The Villa d'Este, originally Villa del Garovo, is a Renaissance patrician residence in Cernobbio on the shores of Lake Como. Since 1873 the complex has been a luxury hotel.
Gerardo Landriani, Bishop of Como (1437–1445), founded a female convent here at the mouth of the Garovo torrent in 1442. A century later Cardinal Tolomeo Gallio demolished the nunnery and commissioned Pellegrino Tibaldi to design a residence for his own use. The Villa del Garovo, together with its luxuriant gardens, was constructed during the years 1565–70 and during the cardinal’s lifetime it became a resort of politicians, intellectuals and ecclesiastics.
On Gallio’s death the villa passed to his family who, over the years, allowed it to sink into a state of some decay. From 1749 to 1769 it was a Jesuit centre for spiritual exercises, after which it was acquired first by Count Mario Odescalchi and then in 1778 by a Count Marliani. In 1784 it passed to the Milanese Calderari family who undertook a major restoration project and created a new park all’Italiana with an impressive nymphaeum and a temple displaying a seventeenth-century statue of Hercules hurling Lichas into the sea.
After the death of Marquis Calderari his wife Vittoria Peluso, a former ballerina at La Scala and known as la Pelusina, married a Napoleonic general, Count Domenico Pino and a mock fortress was erected in the park in his honour.
In 1815 it became the residence of Caroline of Brunswick, estranged wife of future King George IV.
It was converted into a deluxe hotel for the nobility and the high bourgeoisie in 1873, and kept the name Villa d'Este to take advantage of the apparent link with the famous Villa d'Este in Tivoli, near Rome.
A gala dinner held at the Villa d’Este in 1948 was the scene for the celebrated murder of the wealthy silk manufacturer Carlo Sacchi, shot dead by his lover Countess Pia Bellentani with her husband’s Fegyverzyar automatic pistol.
References:The Château de Foix dominates the town of Foix. An important tourist site, it is known as a centre of the Cathars. Built on an older 7th-century fortification, the castle is known from 987. In 1002, it was mentioned in the will of Roger I, Count of Carcassonne, who bequeathed the fortress to his youngest child, Bernard. In effect, the family ruling over the region were installed here which allowed them to control access to the upper Ariège valley and to keep surveillance from this strategic point over the lower land, protected behind impregnable walls.
In 1034, the castle became capital of the County of Foix and played a decisive role in medieval military history. During the two following centuries, the castle was home to Counts with shining personalities who became the soul of the Occitan resistance during the crusade against the Albigensians.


● **Task directions**:
Which lines of the records below contain the string "houses"? Report each of them.

Extracted records
+ + + +

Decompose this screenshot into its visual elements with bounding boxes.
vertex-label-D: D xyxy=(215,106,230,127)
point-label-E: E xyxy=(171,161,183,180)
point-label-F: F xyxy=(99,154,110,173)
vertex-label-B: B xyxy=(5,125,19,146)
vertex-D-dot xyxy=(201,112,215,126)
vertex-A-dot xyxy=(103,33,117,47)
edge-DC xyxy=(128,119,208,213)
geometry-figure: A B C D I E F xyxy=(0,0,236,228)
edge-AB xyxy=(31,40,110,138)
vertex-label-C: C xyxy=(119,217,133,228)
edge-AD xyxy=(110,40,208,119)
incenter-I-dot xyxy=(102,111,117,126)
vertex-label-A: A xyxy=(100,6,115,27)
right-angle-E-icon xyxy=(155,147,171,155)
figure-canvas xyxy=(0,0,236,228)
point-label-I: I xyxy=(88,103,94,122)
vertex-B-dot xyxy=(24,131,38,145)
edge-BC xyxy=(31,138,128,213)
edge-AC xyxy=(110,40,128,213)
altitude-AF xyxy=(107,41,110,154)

+ + + +

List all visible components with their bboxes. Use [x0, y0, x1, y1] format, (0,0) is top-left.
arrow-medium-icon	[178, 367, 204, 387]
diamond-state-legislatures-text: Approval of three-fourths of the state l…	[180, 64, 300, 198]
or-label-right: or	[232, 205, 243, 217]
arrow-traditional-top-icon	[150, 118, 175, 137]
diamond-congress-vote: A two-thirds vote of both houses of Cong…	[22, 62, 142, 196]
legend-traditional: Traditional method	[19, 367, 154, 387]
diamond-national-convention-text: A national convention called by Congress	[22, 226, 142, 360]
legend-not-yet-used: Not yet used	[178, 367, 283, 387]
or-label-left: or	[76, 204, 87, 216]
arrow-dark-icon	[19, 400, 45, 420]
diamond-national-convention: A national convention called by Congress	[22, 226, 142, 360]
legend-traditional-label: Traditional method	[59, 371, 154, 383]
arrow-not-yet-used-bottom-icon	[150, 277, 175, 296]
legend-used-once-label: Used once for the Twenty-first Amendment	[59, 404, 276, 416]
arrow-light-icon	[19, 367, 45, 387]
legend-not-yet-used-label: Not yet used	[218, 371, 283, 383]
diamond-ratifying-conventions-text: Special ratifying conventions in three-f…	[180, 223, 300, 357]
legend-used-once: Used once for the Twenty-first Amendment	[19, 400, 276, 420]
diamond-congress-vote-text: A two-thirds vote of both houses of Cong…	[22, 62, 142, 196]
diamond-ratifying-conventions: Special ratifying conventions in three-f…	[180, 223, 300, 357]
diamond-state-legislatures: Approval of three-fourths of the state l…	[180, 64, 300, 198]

+ + + +

● **Exercise response**:
diamond-congress-vote: A two-thirds vote of both houses of Cong…	[22, 62, 142, 196]
diamond-congress-vote-text: A two-thirds vote of both houses of Cong…	[22, 62, 142, 196]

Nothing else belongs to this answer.